Despite the fact that U.S. President Barack Obama has said that he won't bypass Congress to raise the debt ceiling by executive order using the 14th amendment, Michele Bachmann, a "tea party" House Republican and presidential candidate said Thursday on "American Morning" that if he did use the constitutional option, he would be effectively a dictator, and it would lead to a move to impeach him, according to CNN:
“Clearly that’s unconstitutional,” she concluded. “If it happened there would be a call for the president’s impeachment within seconds.”
The 14th amendment option to address the debt ceiling standoff in Congress has been discussed for a while, and as the Aug. 2 deadline looms ever closer, the discussion is growing louder. Ten days ago, former president Bill Clinton said he would use the 14th amendment "without hesitation" and "force the courts to stop me," according to ABC News:
“I think the Constitution is clear and I think this idea that the Congress gets to vote twice on whether to pay for [expenditures] it has appropriated is crazy,” Clinton said.
The 14th amendment says, in part, that “the validity of the public debt of the United States, authorized by law … shall not be questioned.” Some Democrats say that would allow the president to take unilateral action to safeguard U.S. credit, the Hill reported.
On Thursday, the third-ranking House Democrat, James Clyburn of South Carolina, said that if a long-term deal wasn't arrived at by Aug. 2, Obama should raise the debt ceiling by executive order, without Congressional approval, according to the Hill.
Republicans have been on guard against that possibility; Rep. Tim Scott, a South Carolina Republican, earlier this month began talking impeachment, saying that using the 14th amendment would constitute an impeachable offense, according to the Hill.

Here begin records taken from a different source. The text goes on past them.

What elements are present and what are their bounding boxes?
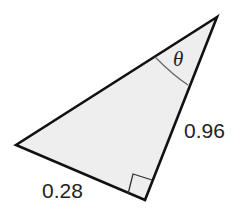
triangle-shape: [16, 17, 217, 200]
angle-label-theta: θ: [173, 49, 183, 70]
triangle-diagram: θ 0.96 0.28: [0, 0, 240, 212]
triangle-graphic: [0, 0, 240, 212]
side-label-right: 0.96: [184, 120, 225, 141]
side-label-bottom: 0.28: [42, 180, 83, 201]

Scott was countered on Wednesday by Clyburn, who challenged tea party representatives in Congress to bring calls to impeach the president to the House floor, according to the Hill:
"I would love to see that speech," Clyburn said on MSNBC, the Hill reported:
"I want you to vote for impeachment of this president because he refused to let this country go into default," Clyburn said he would tell tea party Republicans.
Bachmann, who has stated that she won't vote to raise the debt ceiling under any circumstances, said in her interview on CNN:
"Congress has the power to lay and collect taxes. It's Congress that does the spending. The president is prohibited to do that. If he had the power to do that he would effectively be a dictator. There would be no reason for Congress to even come into Washington, D.C. He would be making the spending decisions. He would be making the taxing decisions."

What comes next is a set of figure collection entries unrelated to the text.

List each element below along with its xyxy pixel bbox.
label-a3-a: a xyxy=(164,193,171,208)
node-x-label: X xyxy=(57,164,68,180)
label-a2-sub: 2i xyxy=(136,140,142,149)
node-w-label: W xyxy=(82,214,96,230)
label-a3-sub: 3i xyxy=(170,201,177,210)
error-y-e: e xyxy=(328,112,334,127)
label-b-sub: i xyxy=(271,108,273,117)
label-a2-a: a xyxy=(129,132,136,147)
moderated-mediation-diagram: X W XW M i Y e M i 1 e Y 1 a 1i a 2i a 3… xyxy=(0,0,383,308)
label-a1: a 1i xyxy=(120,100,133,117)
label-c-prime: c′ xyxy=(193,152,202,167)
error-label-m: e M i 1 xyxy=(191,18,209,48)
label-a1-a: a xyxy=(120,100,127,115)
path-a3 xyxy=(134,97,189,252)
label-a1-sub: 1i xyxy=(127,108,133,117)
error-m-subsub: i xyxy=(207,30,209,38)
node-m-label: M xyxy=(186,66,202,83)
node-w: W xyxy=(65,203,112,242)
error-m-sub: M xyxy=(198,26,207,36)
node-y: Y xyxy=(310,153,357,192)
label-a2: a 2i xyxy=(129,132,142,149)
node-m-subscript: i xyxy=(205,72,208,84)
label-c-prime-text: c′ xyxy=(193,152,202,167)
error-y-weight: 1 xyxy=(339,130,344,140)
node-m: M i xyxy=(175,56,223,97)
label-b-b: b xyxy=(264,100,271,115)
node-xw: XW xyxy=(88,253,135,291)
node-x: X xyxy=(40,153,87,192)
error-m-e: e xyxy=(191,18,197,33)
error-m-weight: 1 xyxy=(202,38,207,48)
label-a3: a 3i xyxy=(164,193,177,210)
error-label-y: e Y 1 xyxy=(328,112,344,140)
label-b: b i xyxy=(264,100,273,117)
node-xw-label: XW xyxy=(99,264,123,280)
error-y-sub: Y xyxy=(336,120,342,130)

The Washington Post pointed out several problems with what Bachmann said:
Of course, if Congress ultimately determines spending — which of course it does — there’s no way raising the debt ceiling would constitute giving President Obama a “blank check,” as John Boehner and other Republicans keep falsely insisting.

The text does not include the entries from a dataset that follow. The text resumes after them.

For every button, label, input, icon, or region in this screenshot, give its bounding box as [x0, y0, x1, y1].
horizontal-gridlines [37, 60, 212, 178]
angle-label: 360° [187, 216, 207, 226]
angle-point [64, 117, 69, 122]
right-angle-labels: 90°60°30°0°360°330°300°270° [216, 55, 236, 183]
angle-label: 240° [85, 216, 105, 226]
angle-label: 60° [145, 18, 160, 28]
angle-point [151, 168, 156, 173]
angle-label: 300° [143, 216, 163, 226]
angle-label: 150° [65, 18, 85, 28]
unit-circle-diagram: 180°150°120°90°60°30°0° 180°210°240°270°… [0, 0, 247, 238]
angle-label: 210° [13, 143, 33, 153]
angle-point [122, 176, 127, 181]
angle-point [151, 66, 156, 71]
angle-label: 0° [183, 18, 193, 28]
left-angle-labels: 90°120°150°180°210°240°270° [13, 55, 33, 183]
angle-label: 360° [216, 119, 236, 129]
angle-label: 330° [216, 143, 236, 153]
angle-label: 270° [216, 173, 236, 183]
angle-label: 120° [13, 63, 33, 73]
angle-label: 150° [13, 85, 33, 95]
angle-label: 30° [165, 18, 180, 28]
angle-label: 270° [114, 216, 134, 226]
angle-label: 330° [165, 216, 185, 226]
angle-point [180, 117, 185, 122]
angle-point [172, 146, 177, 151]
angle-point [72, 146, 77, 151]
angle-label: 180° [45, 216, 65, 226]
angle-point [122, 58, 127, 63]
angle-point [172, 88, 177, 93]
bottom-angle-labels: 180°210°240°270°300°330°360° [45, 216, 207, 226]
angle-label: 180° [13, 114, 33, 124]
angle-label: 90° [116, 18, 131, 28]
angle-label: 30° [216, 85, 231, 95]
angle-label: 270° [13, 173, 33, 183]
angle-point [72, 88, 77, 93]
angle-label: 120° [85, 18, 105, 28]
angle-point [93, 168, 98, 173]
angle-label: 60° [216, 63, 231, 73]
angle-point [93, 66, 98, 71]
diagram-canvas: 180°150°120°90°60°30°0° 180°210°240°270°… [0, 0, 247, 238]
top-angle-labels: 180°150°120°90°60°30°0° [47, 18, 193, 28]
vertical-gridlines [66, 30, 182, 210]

The “blank check” talking point is one of the more absurd falsehoods to surface in recent memory. For one thing, as the Government Accountability Office explains: “The debt limit does not control or limit the ability of the federal government to run deficits or incur obligations. Rather, it is a limit on the ability to pay obligations already incurred.”
Constitutional scholars are unsure whether the 14th amendment would allow the president to unilaterally raise the debt ceiling, according to ABC News.
Laurence Tribe, a constitutional scholar at Harvard University and a former professor of Obama’s, said earlier this month that the 14th amendment would have to be upheld by Congress, not by the president.